The basic Wall Street pyramid game is elementary to grasp. Pundits, wags and paid flacks on cable business channels hype the various stocks, funds or instigate a "buzz" about them - to get suckers to buy in. The increasing buy-in inflates the price-to -earnings ratio (P-E ratio) and produces a bubble of high profits. The "Big boys" (mostly large, institutional investors, but also big money single investors) get tipped 1-2 days in advance and cash out, leaving the little guys to sink. If they're lucky they may earn a few bucks. Not much.

For example in the Financial Section of the Balt. Sun of 1/27/97, p.1C there was this little headline: INVESTORS COMPLAIN OF UNEVEN EXPOSURE :

Quote:
General Motors Corp. gave a welcome warning last month to a few close friends. One by one, the automaker called analysts at top brokerage firms on Dec. 18 to say that fourth quarter costs would be higher than expected. Word was quickly passed to those (brokerage) firms' big clients, whose sales of GM stock sent the shares tumbling $1.375 on a day when the Dow Jones Industrial Average rose 38 points. Other investors had to wait until the next day - when nine analysts cut fourth quarter earnings estimates - to find out what GM said in private.

The thievery works eventually because most manjacks are conditioned to "buy and hold" rather than fold when the share price dives below a certain threshold. (Which ought to be the tip off). Thus, there are always ample marks left at the end game to be properly fleeced. Amazingly, they're always ready to play the game again, and pile their newly saved up money in.

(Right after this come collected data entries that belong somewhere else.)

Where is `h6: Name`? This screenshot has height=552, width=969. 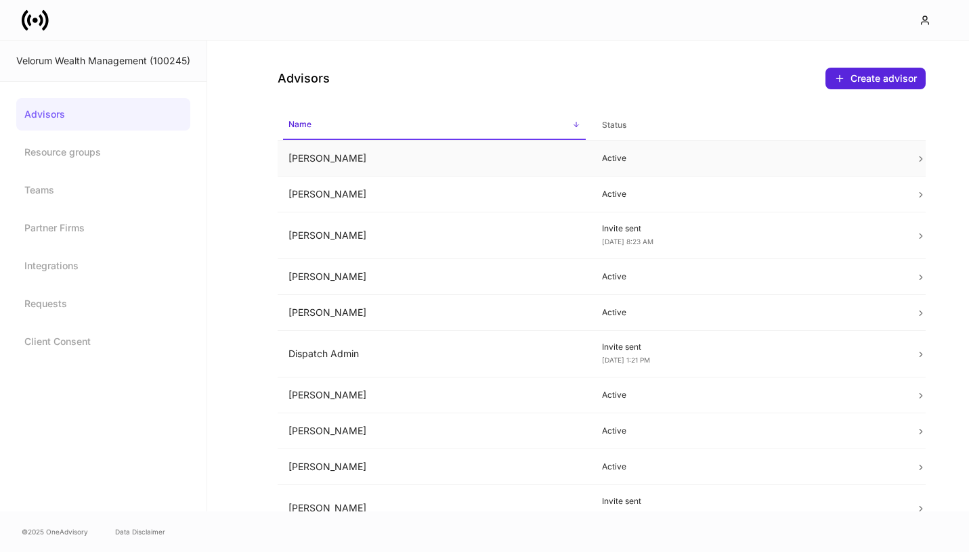
h6: Name is located at coordinates (300, 124).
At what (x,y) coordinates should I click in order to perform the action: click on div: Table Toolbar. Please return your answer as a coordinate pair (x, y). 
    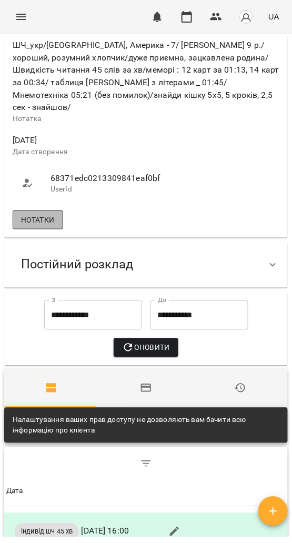
    Looking at the image, I should click on (146, 462).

I wised up in 1997 after the DOW was "juiced" and reading a lot of books and article on how the game was played, especially the psychological enticements to become "an investor". (I.e. you were "missing out" if you didn't plunk that cash into the Street). I cashed out of all the high risk equity and other funds before the 2000 bubble burst. I've stayed strictly with money market accounts, funds, and laddered CDs since. I did lose more than I'd like to have in a few bond funds, but also pulled out of all those in early 2000. (That was after I learned of the collateralized mortgage obligations or "toxic waste" piled into many of them)

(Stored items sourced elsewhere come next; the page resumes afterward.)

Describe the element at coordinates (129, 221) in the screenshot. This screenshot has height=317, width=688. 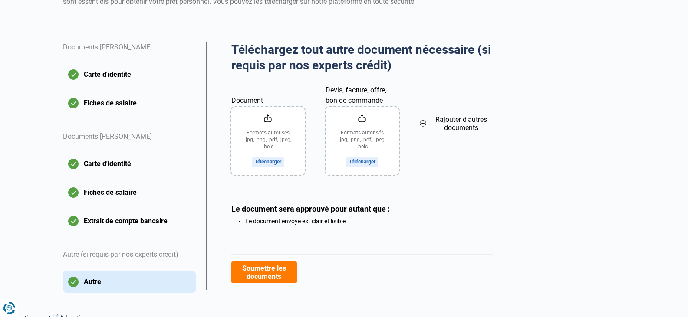
I see `button: Extrait de compte bancaire` at that location.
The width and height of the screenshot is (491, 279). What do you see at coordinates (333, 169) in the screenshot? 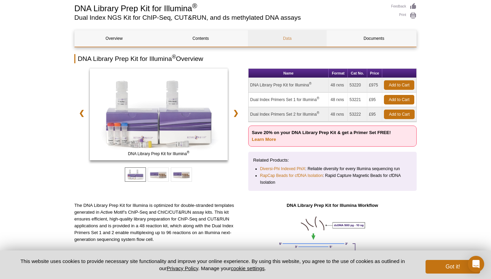
I see `li: : Reliable diversity for every Illumina sequencing run` at bounding box center [333, 169].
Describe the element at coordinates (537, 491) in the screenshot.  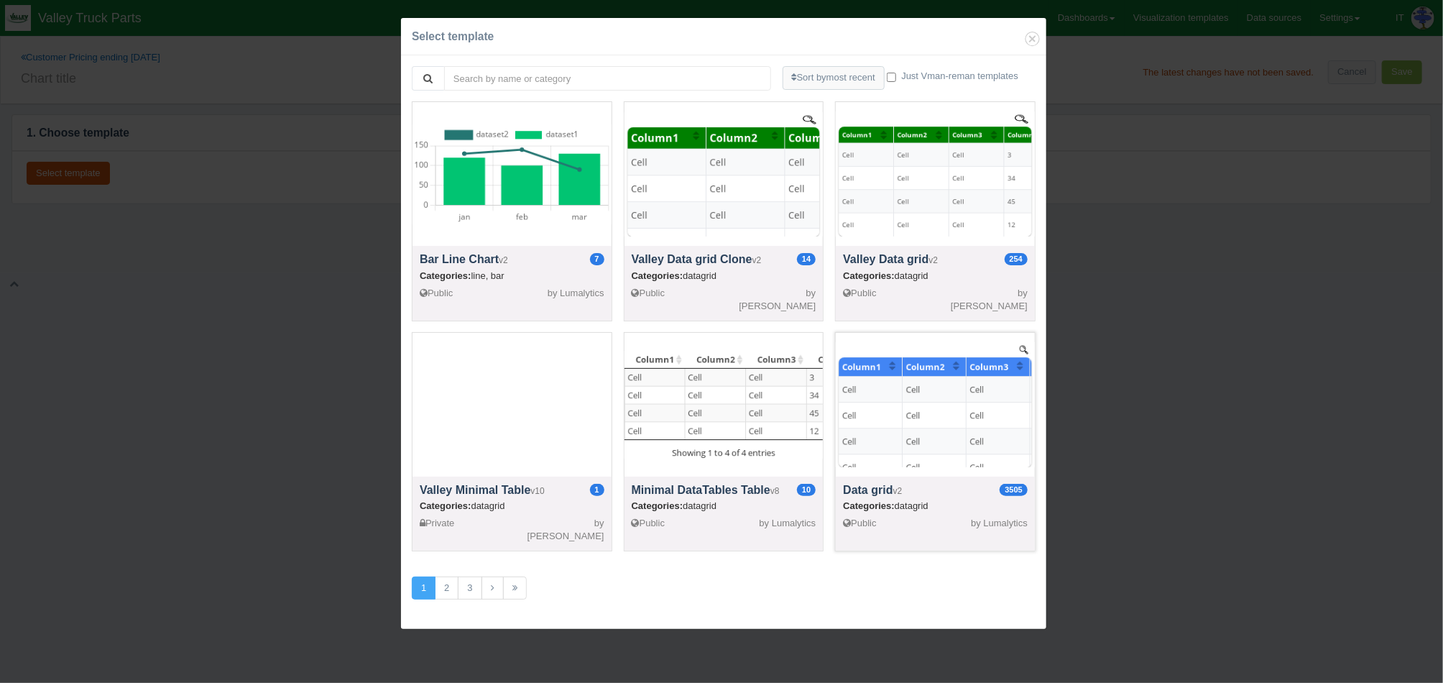
I see `small: v10` at that location.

Slow and steady is the way to go, albeit not "sexy" - and anyone who tells you any differently is trying to pick you off. I may not have millions at the end of the day, but won't have to go back to work prematurely because an IRA tanked by 40% or 50% - as many too trusting people are learning now.

The only real diversification in the end, is not to keep all the eggs in Maul Street's casino coffers. As Joe Dominguez and Vicki Robin note in Your Money or Your Life, about 20% on the Street is perhaps the maximum, the rest in cash (money market) accounts, laddered CDs and Treasuries. That way - when the market tanks by 40-50% as it surely will when the next bubble bursts, you don't have to commence from square (X- 100) again. Particularly as all losses are compounded in a downmarket environment - since as I noted- Maul street will still exact its Shylock cut (in expenses, fees, commissions etc) even as you're reaping market losses! Add a 15% loss to a 5% load, and more than 3.5% in fees-expenses and the results are not very pretty.

However, the hype and media fomenting of the PR of the market mythology keeps most prospective retirees thinking that they must be in the market or they won't be able to retire. Even now, the media drumbeat has begun for people – with portfolios and 401ks still in tatters- to get back into the market game. “Buying opportunity” is the mantra issued to rope in millions more suckers. Meaanwhile, oldsters who've taken a beating in the current Bear market may be looking at another ten to twelve years of work to make up their losses - assuming they can find work!

The stock market's sole purpose, As E. Brockway observes in his The End of Economic Man, 1990, is to steal capital from the poor or middle class (that can least afford losses) and give it to the rich. The means to achieve this are not obvious, but all one needs to do really is pay attention to the financial news and especially how market manipulation rears its ugly head again and again.

One day, perhaps, people will learn how to protect their assets themselves, without being drumbeaten into being hostage to stock sharks, con artists, shorters, speculators and other denizens!